Watching Chimps for the First Time

March 17, 2007

Jane Goodall's In the Shadow of Man was published in 1971, and it contains an account of her experiences observing the chimpanzees in the Gombe Stream Chimpanzee Reserve in Tanzania. In this early book she employs an eyes-wide-open prose style that is both descriptive and excitable. She is perfectly willing to turn from chimpanzees to narrative animal encounters such as this:

One evening when I was wading in the shallows of the lake to pass a rocky outcrop, I suddenly stopped dead as I saw the sinuous black body of a snake in the water. It was all of six feet long, and from the slight hood and the dark stripes at the back of the neck I knew it to be a Storm's water cobra—a deadly reptile for the bite of which there was, at that time, no serum. As I stared at it an incoming wave gently deposited part of its body on one of my feet... [44]

Could this be the end of Jane? Get the book and read on.

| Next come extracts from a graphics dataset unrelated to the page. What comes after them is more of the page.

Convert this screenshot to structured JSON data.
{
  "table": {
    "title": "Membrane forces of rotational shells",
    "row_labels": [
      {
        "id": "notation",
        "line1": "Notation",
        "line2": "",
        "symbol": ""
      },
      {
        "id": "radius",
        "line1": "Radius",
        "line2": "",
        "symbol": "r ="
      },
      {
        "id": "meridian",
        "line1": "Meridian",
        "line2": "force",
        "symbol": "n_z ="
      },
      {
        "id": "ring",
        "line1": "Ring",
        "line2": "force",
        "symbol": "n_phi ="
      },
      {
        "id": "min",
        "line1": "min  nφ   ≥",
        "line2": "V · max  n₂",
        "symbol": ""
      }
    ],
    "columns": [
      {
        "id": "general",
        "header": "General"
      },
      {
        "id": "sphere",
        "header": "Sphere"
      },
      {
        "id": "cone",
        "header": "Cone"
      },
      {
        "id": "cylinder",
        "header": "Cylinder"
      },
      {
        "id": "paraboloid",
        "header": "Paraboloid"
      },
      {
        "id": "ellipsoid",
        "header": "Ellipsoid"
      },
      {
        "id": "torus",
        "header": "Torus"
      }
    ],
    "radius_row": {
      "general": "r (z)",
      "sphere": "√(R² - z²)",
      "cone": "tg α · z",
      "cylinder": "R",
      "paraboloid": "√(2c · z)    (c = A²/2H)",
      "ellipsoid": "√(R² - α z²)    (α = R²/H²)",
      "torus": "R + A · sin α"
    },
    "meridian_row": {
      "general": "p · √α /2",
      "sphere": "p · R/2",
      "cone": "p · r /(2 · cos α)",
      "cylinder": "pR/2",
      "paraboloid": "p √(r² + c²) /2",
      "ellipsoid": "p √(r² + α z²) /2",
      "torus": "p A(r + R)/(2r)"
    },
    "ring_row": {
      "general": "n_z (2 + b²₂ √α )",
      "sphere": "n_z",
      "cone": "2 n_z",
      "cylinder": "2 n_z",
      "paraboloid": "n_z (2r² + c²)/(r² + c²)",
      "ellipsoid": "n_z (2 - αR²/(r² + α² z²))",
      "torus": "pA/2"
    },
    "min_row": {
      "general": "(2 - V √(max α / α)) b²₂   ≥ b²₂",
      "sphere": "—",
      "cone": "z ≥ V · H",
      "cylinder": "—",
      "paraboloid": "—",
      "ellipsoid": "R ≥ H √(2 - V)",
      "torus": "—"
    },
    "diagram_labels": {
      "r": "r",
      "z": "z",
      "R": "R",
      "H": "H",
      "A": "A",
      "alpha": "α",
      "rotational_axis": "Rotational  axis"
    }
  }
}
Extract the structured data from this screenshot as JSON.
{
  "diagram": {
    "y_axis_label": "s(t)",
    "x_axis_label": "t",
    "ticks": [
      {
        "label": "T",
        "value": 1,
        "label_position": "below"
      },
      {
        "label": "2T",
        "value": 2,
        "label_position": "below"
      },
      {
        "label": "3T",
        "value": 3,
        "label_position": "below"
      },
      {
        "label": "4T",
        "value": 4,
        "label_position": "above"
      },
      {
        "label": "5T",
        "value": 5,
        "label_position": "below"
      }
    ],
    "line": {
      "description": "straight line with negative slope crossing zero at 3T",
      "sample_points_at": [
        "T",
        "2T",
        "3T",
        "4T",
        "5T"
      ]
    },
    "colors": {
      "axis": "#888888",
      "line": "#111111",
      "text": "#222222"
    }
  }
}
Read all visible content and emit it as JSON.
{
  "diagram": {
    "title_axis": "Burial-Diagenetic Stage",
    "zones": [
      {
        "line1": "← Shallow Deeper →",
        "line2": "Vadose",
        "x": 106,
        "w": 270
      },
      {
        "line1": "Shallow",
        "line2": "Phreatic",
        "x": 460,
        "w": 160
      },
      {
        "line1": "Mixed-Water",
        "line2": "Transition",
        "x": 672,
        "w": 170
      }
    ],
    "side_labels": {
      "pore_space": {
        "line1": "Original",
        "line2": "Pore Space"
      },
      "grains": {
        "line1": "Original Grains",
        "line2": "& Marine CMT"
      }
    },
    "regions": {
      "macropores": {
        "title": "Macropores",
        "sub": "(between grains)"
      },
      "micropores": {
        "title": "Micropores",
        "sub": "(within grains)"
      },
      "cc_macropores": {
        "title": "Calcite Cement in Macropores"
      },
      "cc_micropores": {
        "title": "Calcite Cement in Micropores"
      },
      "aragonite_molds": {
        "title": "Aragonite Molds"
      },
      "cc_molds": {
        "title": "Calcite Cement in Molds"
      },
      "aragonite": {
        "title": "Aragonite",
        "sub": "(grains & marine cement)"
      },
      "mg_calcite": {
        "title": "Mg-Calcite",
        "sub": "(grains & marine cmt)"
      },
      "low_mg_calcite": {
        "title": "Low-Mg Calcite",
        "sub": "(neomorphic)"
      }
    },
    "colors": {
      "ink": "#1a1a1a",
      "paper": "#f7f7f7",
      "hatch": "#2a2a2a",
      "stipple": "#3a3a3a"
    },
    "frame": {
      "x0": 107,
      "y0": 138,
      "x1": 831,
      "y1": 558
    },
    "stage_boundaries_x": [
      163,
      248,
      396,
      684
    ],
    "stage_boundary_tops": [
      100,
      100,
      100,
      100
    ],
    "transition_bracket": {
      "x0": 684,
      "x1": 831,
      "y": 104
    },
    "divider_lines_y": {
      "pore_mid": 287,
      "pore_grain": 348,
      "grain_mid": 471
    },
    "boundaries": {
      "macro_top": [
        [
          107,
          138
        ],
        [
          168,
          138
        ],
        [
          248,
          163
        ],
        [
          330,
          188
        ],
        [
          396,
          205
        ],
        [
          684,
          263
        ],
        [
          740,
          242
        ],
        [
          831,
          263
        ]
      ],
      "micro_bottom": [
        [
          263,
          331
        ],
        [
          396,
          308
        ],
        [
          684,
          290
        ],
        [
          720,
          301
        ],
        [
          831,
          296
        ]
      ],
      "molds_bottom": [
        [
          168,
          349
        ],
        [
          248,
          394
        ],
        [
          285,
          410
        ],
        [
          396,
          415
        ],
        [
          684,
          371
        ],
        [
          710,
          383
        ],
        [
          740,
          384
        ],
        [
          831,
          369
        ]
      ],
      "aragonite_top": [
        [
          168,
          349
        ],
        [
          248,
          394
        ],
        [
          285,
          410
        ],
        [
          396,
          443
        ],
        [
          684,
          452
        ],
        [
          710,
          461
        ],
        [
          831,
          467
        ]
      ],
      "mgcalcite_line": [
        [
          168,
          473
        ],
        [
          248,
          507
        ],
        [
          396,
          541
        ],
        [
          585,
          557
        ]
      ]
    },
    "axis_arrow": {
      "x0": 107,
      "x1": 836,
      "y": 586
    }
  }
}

The picture I am getting of Goodall is of a young woman immersing herself single-mindedly in another world.. the world of the chimpanzees. She describes herself thus after 18 months of constant work in the mountain reserve:

My alarm clock was always set for five-thirty in the morning, and after a slice of bread and a cup of coffee I would hurry up after my chimps. I never felt the need for food, and seldom for water, when I was roaming the forests... And then, after returning to camp as darkness fell, always there were notes to transcribe... [62]

Her goal through this time was simply to get close enough to the chimps to intimately observe their world.

Goodall documented the use of tools on the part of chimpanzees, noting early on the way a chimp would use a grass stem to draw out tasty termites from a mound. This simple observation brought about a closer look at the nature of a human being.. who could no longer be defined as the only "toolmaker". It seems like such a simple observation.. but it would be repeated often as an example of advanced primate behavior.

I find it odd how something so important can result from such a simple project: observation. Could it really be that chimpanzees had been present all these thousands of years but nobody really knew much about the way they behaved in the wild? Nobody had bothered to figure out how these creatures live? It was all just hearsay. Just a few weeks ago there was even the shocking story of chimps who had used sharp spears in a hunt. These were chimpanzees in Senegal (a long way from the Gombe in East Africa.. but it demonstrates the continuing importance of observation. In fact, it makes you wonder how much more is sitting out there waiting for someone just to bother to take notice.. It could almost be a parable for life: the really important thing is just to observe the world. That is what 99% of the population is trying very hard not to do.. shocking but true.

[For a glimpse of this world of observation look at the Google Earth-based blog for the Jane Goodall Institute. This is a beautiful example of how well place can be documented by the tools available on the internet.]